Tags: non-erotic (You've been warned!)
Peter Samuel Albright's soul left his body as he was walking home from East Finchley station one breezy October Monday. He didn't feel a thing when it happened. The separation was quick, painless and complete.
It was a Miracle!
"
His
body"?
His
soul?
Whose
?
Is Pete's body, which is now walking towards the front door of his house, the property of his
Spirit
? Or,
vice versa
, is the mass of cells collectively known as "Pete" still the rightful owner of this errant ghost floating a yard above it, and maybe a foot or so to its right?
Oh, for Pete's sake, who cares? Who gives a shit about philosophy? And anyway the question is wholly immaterial. The body is in the "I" of the beholder.
For Pete's sake, let's forget the pedantry and let's try to show some
compassion
here, because these separations can make life a living hell for all concerned.
Or if not for Pete's sake, at least for the sake of his beautiful wife, Angela, who's running to unlatch the French window of the living room at the back of their house.
After Angela opens the French window, her lover, Jerry dashes out into the garden and around the side of the house. Will He Make His Escape?
I can answer that one: Yes.
Angela dashes back into the living room, looks around wildly for a prop to assist her in an alibi. She grabs her cigarettes from the coffee table, runs out through the French window into the garden and fumbles to light one up. The lighter won't work, it's too windy out there.
Pete opens the front door which creates a through-draft, slamming the French window shut. He opens it and lets Angela in.
The cigarette decoy works perfectly:
"So, this is what you get up to while I'm at work!" laughs Pete.
"Yep, you caught me red-handed," laughs Angela.
"What are you doing back so early?" she asks once the hilarity has died down.
"I was feeling a bit flu-ey this morning, but it's passed. Anyway, I thought I'd better take the rest of the day off," says Pete.
Lies. All lies. In fact, Pete doesn't even have a job. Not anymore, not for the last two weeks.
Life, especially the life of the fictional people I'm writing about here, is just a Tissue of Lies from beginning to end.
I'm sorry, I can't let this mendacity thing go, I have something to say on the subject before I go on with this. I'm not pleading here, it's just that I don't think you should judge people until you know the whole story.
Here are some Big Lies you may have heard before:
"Honesty is the Best Policy".
"The Truth Never Hurt Anyone".
"God is My Witness".
May God help you if you're gullible enough to swallow any of them, especially the last one. What a whopper.
The fact is, lies are the only thing we
can
tell. I'm telling you,
homo sapiens
just has to open its mouth, out pops a Big Lie. Actually that's not fair: Occasionally we just make honest mistakes.
While Pete is at the French window discovering Angela's little secret, Pete's Soul drifts silently through the walls of the house, emerging in the side passage, out by the rubbish bins and rusty mountain bikes, and discovers Angela's bigger secret. Pete's Soul watches Jerry trotting silently along the passageway and out through their driveway. With grim satisfaction, Pete's Soul sees Jerry bang his hip against the wing-mirror of their BMW.
Pete's Soul doesn't exactly react with surprise to the sight of his wife's paramour sneaking away. You see, he's had his suspicions. Oh, he's had his suspicions for a long time about Angela. He really should have mentioned it to Pete while he had the chance.
That evening. Pete's Soul looms unseen five feet above the living room coffee table. Pete and Angela are on the sofa, hunched forward over the table, eating Chinese. They never cook these days.
A movie on the TV is making Angela uncomfortable, as it's about a married woman having an affair with another woman's husband. It's Uncomfortably Close to Reality.
Pete is slowly and deliberately picking the shrimps from his special fried rice with his chopsticks and placing them in the ashtray. Angela tears open a spring roll angrily.
"For God's sake, if you don't like shrimps, why the hell do you order it every time?"
Pete puts the chopsticks down.
"I thought you liked it," he says.
"I don't."
"Sorry."
Pete waits five seconds. He assumes, wrongly, that it's now okay to pick up the chopsticks again.
Angela mutters, "I've never liked it. You don't know anything about me."
Pete's Soul silently shouts at Pete:
She wants to talk. Talk to her. Listen to her.
And maybe, thinks Pete's Soul, Pete can hear him, for Pete stops eating and wipes his mouth with a paper napkin. He puts a hand on Angela's thigh, smiles at her, and says:
"Well, I do know one thing about you: You've started smoking again."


* EXERCISE DIRECTIONS: Gather from the listing below each line that includes the word "will", and copy it.

* SUPPLIED DATA:
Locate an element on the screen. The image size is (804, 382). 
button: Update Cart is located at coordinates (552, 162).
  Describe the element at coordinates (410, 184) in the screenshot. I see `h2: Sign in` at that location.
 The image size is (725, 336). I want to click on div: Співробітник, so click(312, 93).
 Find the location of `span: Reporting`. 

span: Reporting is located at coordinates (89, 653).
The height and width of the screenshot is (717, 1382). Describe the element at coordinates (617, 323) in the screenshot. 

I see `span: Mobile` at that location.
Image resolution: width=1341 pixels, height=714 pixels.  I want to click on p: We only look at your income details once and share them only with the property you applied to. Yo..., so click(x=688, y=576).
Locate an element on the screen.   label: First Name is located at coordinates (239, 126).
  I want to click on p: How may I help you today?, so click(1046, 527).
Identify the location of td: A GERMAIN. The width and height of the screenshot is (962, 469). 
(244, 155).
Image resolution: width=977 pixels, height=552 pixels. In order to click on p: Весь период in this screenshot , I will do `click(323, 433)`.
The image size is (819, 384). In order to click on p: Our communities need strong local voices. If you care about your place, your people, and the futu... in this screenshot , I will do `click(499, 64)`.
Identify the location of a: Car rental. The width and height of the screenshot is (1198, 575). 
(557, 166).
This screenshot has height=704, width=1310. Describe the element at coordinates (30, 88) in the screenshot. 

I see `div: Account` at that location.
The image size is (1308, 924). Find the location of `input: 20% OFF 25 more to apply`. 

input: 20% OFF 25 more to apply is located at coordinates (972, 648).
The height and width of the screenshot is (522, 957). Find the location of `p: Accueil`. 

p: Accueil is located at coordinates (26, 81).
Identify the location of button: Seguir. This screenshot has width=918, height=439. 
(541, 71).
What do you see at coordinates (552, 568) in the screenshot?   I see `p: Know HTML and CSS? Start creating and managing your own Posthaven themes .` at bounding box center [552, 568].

* OUTPUT FOR THIS EXERCISE:
Image resolution: width=977 pixels, height=552 pixels. In order to click on p: Весь период in this screenshot , I will do `click(323, 433)`.
The image size is (819, 384). In order to click on p: Our communities need strong local voices. If you care about your place, your people, and the futu... in this screenshot , I will do `click(499, 64)`.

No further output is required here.